The wattsup site seems to be finding problems wherever it looks, but I suspect that is an unconscious bias, they only write up where they find a problem.
It certainly looks as though one particular tree ring researcher had an agenda. Resampling of the SAME TREES as he used shows he selected which cores to analyse with an end in sight.
Cheers
Greg Locock
I rarely exceed 1.79 x 10^12 furlongs per fortnight
Greg, kind of hard not to find issues with the way things have been handled at UEA. It's just now the skeptics are finally getting their time in the spotlight after being suppressed and sidelined from journals for over a decade.
Tree rings? What makes a ring bigger or smaller? Lets see, the length of the growing season, water, tempeture, co2 level, soil nutretents, so which are you really measuring?
I'm not an expert on this but it looks like there are several things that can affect this. I mean a deer that dies near will supply soil nutretents for several years.
Call me a sceptic, but this dosen't seem like an exact science. And this should be different with different locations and species. So sample size will affect the stistical results.
Which means there should be a confidance factor with each clame.
i take your point ... but presumably with many sampling points it'd take a lot of deer with a very co-ordinated plan to upset the record. how good a proxy is tree ring data for temperature ? i don't know, sounds fishy, sounds distinctly fishy where some of the data goes to a single tree in the gaspe (part of quebec) ... back to that deer point
Where there is raw data it is quite interesting.
Watts Up with that fetures video by a boy and his dad.
They went through the US statiosna and picked pairs of stations within 6o km of each other, one urban and one rural.
Did this across the US.
Then they looked at the data.
The ruban stations show a continuing rise. The rural stations show pretty much no warming from 1880 or whenever (see the vid for exact info).
WUWT also looks at the Darwin data in Australia. No evident warming in the raw data but a step up function in the "value added" data.

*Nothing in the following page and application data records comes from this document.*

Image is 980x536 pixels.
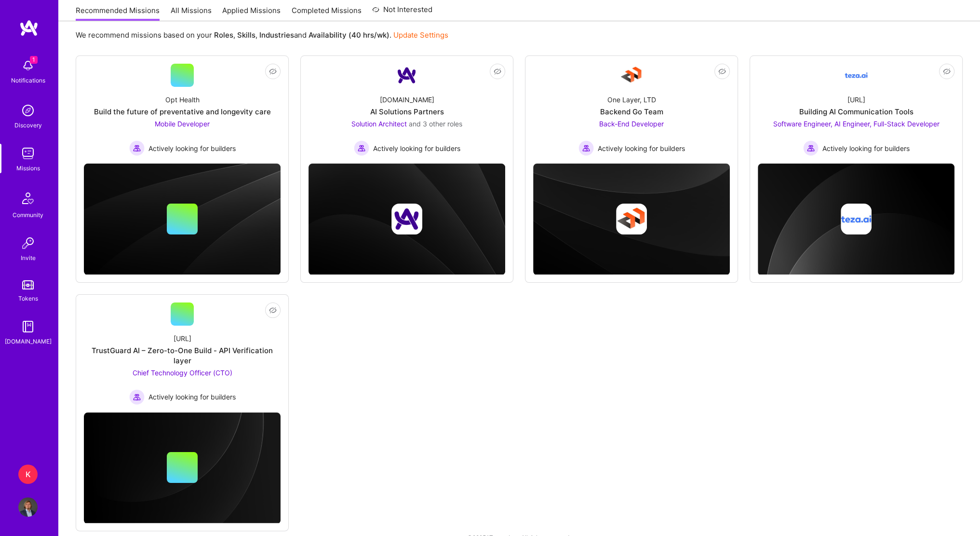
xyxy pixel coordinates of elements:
i: icon EyeClosed [494,67,501,75]
img: cover [84,164,280,275]
img: Company logo [391,204,422,234]
div: Opt Health [165,94,200,105]
span: Actively looking for builders [598,143,685,154]
img: logo [19,19,39,37]
a: Update Settings [393,31,448,39]
span: Actively looking for builders [149,391,236,401]
img: bell [18,56,37,75]
div: TrustGuard AI – Zero-to-One Build - API Verification layer [84,345,280,365]
a: Completed Missions [291,5,361,21]
b: Skills [237,31,255,39]
img: tokens [22,280,34,289]
img: Company logo [841,204,871,234]
img: guide book [18,317,37,336]
span: Back-End Developer [599,120,664,128]
a: User Avatar [16,497,40,516]
i: icon EyeClosed [943,67,951,75]
p: We recommend missions based on your , , and . [75,30,448,40]
div: Invite [21,253,36,263]
span: Actively looking for builders [822,143,909,154]
div: K [18,465,37,484]
a: K [16,465,40,484]
img: Actively looking for builders [129,141,145,156]
a: Opt HealthBuild the future of preventative and longevity careMobile Developer Actively looking fo... [84,64,280,156]
div: Tokens [18,293,38,303]
div: Discovery [14,120,42,130]
img: discovery [18,101,37,120]
b: Industries [259,31,294,39]
div: Community [12,210,43,220]
img: cover [533,164,730,275]
b: Roles [214,31,234,39]
div: Notifications [11,75,46,86]
span: 1 [30,56,37,64]
a: Applied Missions [222,5,280,21]
b: Availability (40 hrs/wk) [308,31,390,39]
a: [URL]TrustGuard AI – Zero-to-One Build - API Verification layerChief Technology Officer (CTO) Act... [84,302,280,405]
img: Actively looking for builders [354,141,369,156]
img: Company Logo [395,64,418,87]
i: icon EyeClosed [719,67,726,75]
div: [URL] [848,94,865,105]
a: Company Logo[URL]Building AI Communication ToolsSoftware Engineer, AI Engineer, Full-Stack Develo... [758,64,954,156]
img: Invite [18,234,37,253]
div: Build the future of preventative and longevity care [94,107,271,117]
div: [DOMAIN_NAME] [5,336,52,346]
i: icon EyeClosed [269,67,276,75]
img: teamwork [18,144,37,163]
i: icon EyeClosed [269,306,276,314]
a: Company LogoOne Layer, LTDBackend Go TeamBack-End Developer Actively looking for buildersActively... [533,64,730,156]
div: Building AI Communication Tools [799,107,913,117]
div: Missions [16,163,40,173]
div: One Layer, LTD [607,94,656,105]
div: AI Solutions Partners [370,107,444,117]
span: Solution Architect [351,120,407,128]
span: Actively looking for builders [373,143,460,154]
img: Actively looking for builders [579,141,594,156]
a: All Missions [170,5,212,21]
img: Actively looking for builders [129,389,145,405]
span: Actively looking for builders [149,143,236,154]
span: Mobile Developer [155,120,210,128]
div: [URL] [174,333,192,343]
a: Not Interested [372,4,433,21]
img: Company logo [616,204,647,234]
img: cover [308,164,505,275]
img: Community [16,187,39,210]
a: Company Logo[DOMAIN_NAME]AI Solutions PartnersSolution Architect and 3 other rolesActively lookin... [308,64,505,156]
img: Company Logo [620,64,643,87]
span: and 3 other roles [409,120,462,128]
div: [DOMAIN_NAME] [380,94,435,105]
a: Recommended Missions [75,5,160,21]
img: cover [84,412,280,524]
img: cover [758,164,954,275]
span: Chief Technology Officer (CTO) [132,368,232,376]
img: User Avatar [18,497,37,516]
span: Software Engineer, AI Engineer, Full-Stack Developer [774,120,939,128]
img: Actively looking for builders [803,141,818,156]
img: Company Logo [845,64,868,87]
div: Backend Go Team [600,107,664,117]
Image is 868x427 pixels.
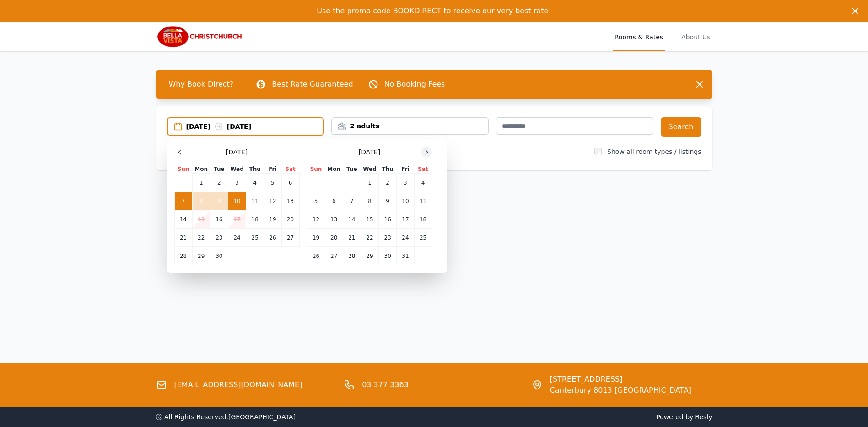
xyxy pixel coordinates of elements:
td: 15 [360,210,379,228]
span: Canterbury 8013 [GEOGRAPHIC_DATA] [550,385,692,396]
span: Why Book Direct? [162,75,241,94]
td: 20 [325,228,343,247]
td: 24 [228,228,246,247]
td: 5 [264,174,282,192]
td: 29 [360,247,379,265]
td: 1 [192,174,210,192]
td: 30 [210,247,228,265]
td: 17 [397,210,414,228]
td: 26 [264,228,282,247]
td: 14 [175,210,192,228]
td: 27 [325,247,343,265]
td: 29 [192,247,210,265]
td: 6 [282,174,299,192]
span: [DATE] [226,147,247,157]
td: 20 [282,210,299,228]
th: Sun [175,165,192,174]
td: 3 [397,174,414,192]
th: Sun [307,165,325,174]
td: 22 [360,228,379,247]
td: 6 [325,192,343,210]
button: Search [661,117,701,136]
td: 11 [414,192,432,210]
td: 8 [360,192,379,210]
div: [DATE] [DATE] [187,122,323,131]
td: 16 [210,210,228,228]
td: 23 [210,228,228,247]
td: 18 [247,210,264,228]
td: 17 [228,210,246,228]
img: Bella Vista Christchurch [156,26,244,47]
td: 15 [192,210,210,228]
td: 14 [343,210,360,228]
td: 27 [282,228,299,247]
td: 13 [325,210,343,228]
td: 10 [228,192,246,210]
th: Fri [264,165,282,174]
a: 03 377 3363 [362,379,409,390]
td: 22 [192,228,210,247]
td: 7 [343,192,360,210]
td: 2 [379,174,397,192]
td: 5 [307,192,325,210]
td: 25 [247,228,264,247]
td: 4 [247,174,264,192]
td: 21 [343,228,360,247]
a: About Us [680,22,713,51]
th: Tue [210,165,228,174]
a: Rooms & Rates [613,22,665,51]
td: 28 [175,247,192,265]
th: Wed [360,165,379,174]
td: 11 [247,192,264,210]
td: 10 [397,192,414,210]
td: 4 [414,174,432,192]
td: 30 [379,247,397,265]
td: 28 [343,247,360,265]
td: 25 [414,228,432,247]
th: Mon [192,165,210,174]
th: Sat [282,165,299,174]
td: 8 [192,192,210,210]
td: 24 [397,228,414,247]
td: 21 [175,228,192,247]
td: 12 [307,210,325,228]
p: No Booking Fees [384,79,445,90]
label: Show all room types / listings [608,148,701,155]
td: 9 [379,192,397,210]
td: 19 [264,210,282,228]
td: 9 [210,192,228,210]
span: Use the promo code BOOKDIRECT to receive our very best rate! [317,6,552,15]
th: Thu [379,165,397,174]
td: 31 [397,247,414,265]
td: 12 [264,192,282,210]
a: [EMAIL_ADDRESS][DOMAIN_NAME] [175,379,303,390]
th: Thu [247,165,264,174]
span: Powered by [438,413,713,421]
a: Resly [695,413,713,421]
th: Sat [414,165,432,174]
td: 26 [307,247,325,265]
td: 7 [175,192,192,210]
div: 2 adults [332,121,488,131]
td: 3 [228,174,246,192]
th: Fri [397,165,414,174]
p: Best Rate Guaranteed [272,79,353,90]
td: 13 [282,192,299,210]
span: [STREET_ADDRESS] [550,373,692,385]
td: 16 [379,210,397,228]
td: 18 [414,210,432,228]
th: Mon [325,165,343,174]
span: ⓒ All Rights Reserved. [GEOGRAPHIC_DATA] [156,413,296,421]
td: 19 [307,228,325,247]
th: Wed [228,165,246,174]
span: [DATE] [359,147,380,157]
th: Tue [343,165,360,174]
td: 23 [379,228,397,247]
td: 1 [360,174,379,192]
td: 2 [210,174,228,192]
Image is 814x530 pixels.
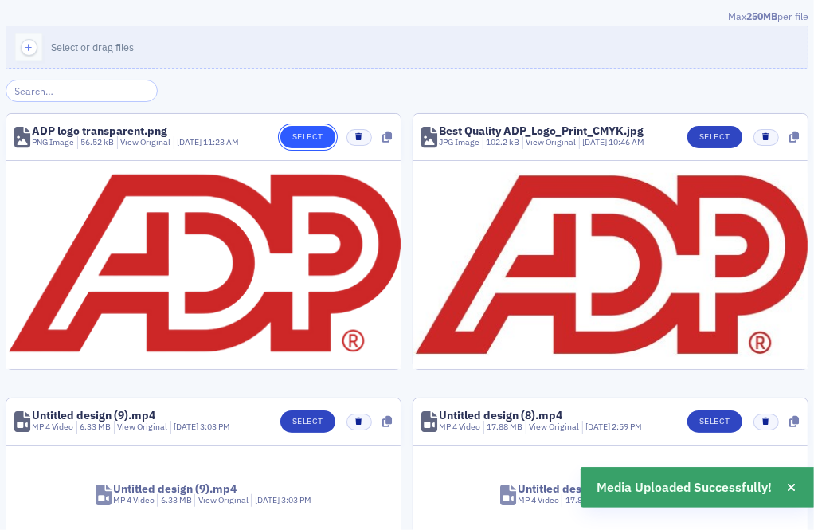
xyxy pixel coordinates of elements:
div: ADP logo transparent.png [32,125,167,136]
span: Select or drag files [51,41,134,53]
div: 56.52 kB [77,136,115,149]
button: Select [280,126,335,148]
div: Best Quality ADP_Logo_Print_CMYK.jpg [439,125,643,136]
span: [DATE] [582,136,608,147]
div: Max per file [6,9,808,26]
span: [DATE] [255,494,281,505]
div: 17.88 MB [561,494,601,506]
div: JPG Image [439,136,479,149]
div: MP 4 Video [32,420,73,433]
a: View Original [120,136,170,147]
span: [DATE] [174,420,200,432]
div: Untitled design (8).mp4 [518,483,641,494]
button: Select or drag files [6,25,808,68]
button: Select [687,410,742,432]
a: View Original [526,136,576,147]
input: Search… [6,80,158,102]
div: 17.88 MB [483,420,523,433]
button: Select [280,410,335,432]
span: Media Uploaded Successfully! [597,478,772,497]
div: PNG Image [32,136,74,149]
div: 102.2 kB [483,136,520,149]
span: 250MB [746,10,777,22]
div: Untitled design (9).mp4 [32,409,155,420]
button: Select [687,126,742,148]
span: 2:59 PM [612,420,642,432]
div: MP 4 Video [518,494,559,506]
div: MP 4 Video [113,494,154,506]
a: View Original [198,494,248,505]
div: Untitled design (8).mp4 [439,409,562,420]
span: 3:03 PM [200,420,230,432]
div: 6.33 MB [76,420,111,433]
a: View Original [117,420,167,432]
span: 10:46 AM [608,136,644,147]
div: 6.33 MB [157,494,192,506]
a: View Original [529,420,579,432]
span: [DATE] [177,136,203,147]
span: 11:23 AM [203,136,239,147]
div: MP 4 Video [439,420,480,433]
span: [DATE] [585,420,612,432]
span: 3:03 PM [281,494,311,505]
div: Untitled design (9).mp4 [113,483,237,494]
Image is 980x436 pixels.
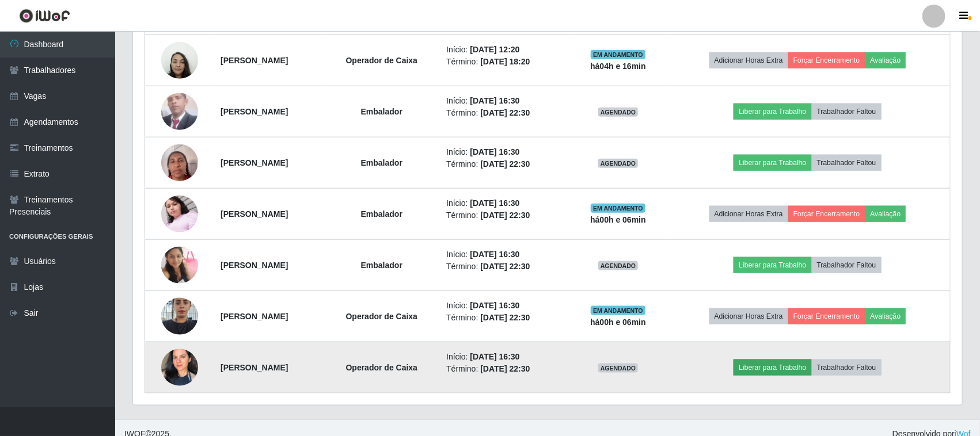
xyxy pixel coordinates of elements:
button: Trabalhador Faltou [812,360,881,376]
li: Início: [446,44,564,56]
li: Início: [446,300,564,312]
strong: Embalador [361,107,402,116]
li: Início: [446,197,564,209]
time: [DATE] 16:30 [470,250,520,259]
button: Adicionar Horas Extra [709,309,788,325]
strong: Operador de Caixa [346,312,418,321]
span: EM ANDAMENTO [590,50,645,59]
time: [DATE] 22:30 [480,313,529,323]
time: [DATE] 22:30 [480,211,529,220]
button: Liberar para Trabalho [733,155,811,171]
li: Término: [446,107,564,119]
li: Término: [446,312,564,324]
strong: Embalador [361,261,402,270]
img: 1736419547784.jpeg [161,292,198,341]
li: Início: [446,351,564,363]
span: AGENDADO [598,364,639,373]
strong: [PERSON_NAME] [221,107,288,116]
button: Avaliação [865,206,906,222]
time: [DATE] 22:30 [480,262,529,271]
button: Liberar para Trabalho [733,258,811,274]
strong: [PERSON_NAME] [221,209,288,219]
button: Adicionar Horas Extra [709,52,788,68]
time: [DATE] 16:30 [470,148,520,156]
time: [DATE] 16:30 [470,352,520,362]
img: 1733585220712.jpeg [161,342,198,394]
img: 1696952889057.jpeg [161,36,198,85]
button: Forçar Encerramento [788,309,865,325]
button: Adicionar Horas Extra [709,206,788,222]
button: Avaliação [865,309,906,325]
button: Trabalhador Faltou [812,103,881,119]
li: Término: [446,158,564,170]
time: [DATE] 18:20 [480,57,529,66]
strong: [PERSON_NAME] [221,261,288,270]
time: [DATE] 16:30 [470,199,520,208]
strong: Embalador [361,158,402,168]
img: 1702482681044.jpeg [161,189,198,238]
button: Liberar para Trabalho [733,360,811,376]
strong: Embalador [361,209,402,219]
time: [DATE] 16:30 [470,96,520,105]
li: Término: [446,56,564,68]
button: Trabalhador Faltou [812,258,881,274]
span: EM ANDAMENTO [590,204,645,213]
li: Início: [446,249,564,261]
strong: [PERSON_NAME] [221,363,288,372]
li: Início: [446,146,564,158]
strong: [PERSON_NAME] [221,158,288,168]
time: [DATE] 22:30 [480,160,529,168]
time: [DATE] 12:20 [470,45,520,54]
span: EM ANDAMENTO [590,307,645,315]
button: Forçar Encerramento [788,206,865,222]
strong: há 04 h e 16 min [590,62,646,71]
img: 1740078176473.jpeg [161,91,198,132]
strong: há 00 h e 06 min [590,215,646,225]
span: AGENDADO [598,262,639,270]
img: 1751035510081.jpeg [161,246,198,284]
strong: há 00 h e 06 min [590,318,646,327]
span: AGENDADO [598,107,639,117]
span: AGENDADO [598,159,639,168]
li: Término: [446,363,564,376]
img: CoreUI Logo [19,9,70,23]
li: Término: [446,209,564,221]
strong: Operador de Caixa [346,56,418,65]
strong: Operador de Caixa [346,363,418,372]
button: Trabalhador Faltou [812,155,881,171]
button: Liberar para Trabalho [733,103,811,119]
time: [DATE] 22:30 [480,364,529,374]
strong: [PERSON_NAME] [221,56,288,65]
li: Término: [446,261,564,273]
time: [DATE] 22:30 [480,108,529,117]
button: Avaliação [865,52,906,68]
strong: [PERSON_NAME] [221,312,288,321]
li: Início: [446,95,564,107]
time: [DATE] 16:30 [470,301,520,311]
button: Forçar Encerramento [788,52,865,68]
img: 1737744028032.jpeg [161,138,198,187]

The New Zealand data shows virtually no evidence of warming of the long term in the raw data but in the "value added" data - a graph started by Dr Jim Salinger when he was at UEA we have evident warming.
It seems that in many cases the abnormal temperature rises are an artefact of the corrections applied.
JMW, the news of this info needs to spread like wildfire. MSM isn't going to pick it up, or at the very least they haven't heard of it. The other problem is that this is backyard scientists and they will never get the light of day because it's not 'peer-reviewed'.
when will people see that "backyard scientists", "videos by a boy and his dad", and blog run by the former weatherman of Fox news are all valid forms of scientific research? What's up with that?
Keep following Watts Up With That - as I said in the pub - seems hard to find raw rural data that isn't flat or showing a general cooling despite the "value added" data showing pronounced warming.
That's a funny thing to say given the recent emails, where the 'scientists' were so convinced they were on the right track that they manipulated the data to support their theories, and suppressed counter-arguments in the serious reviews.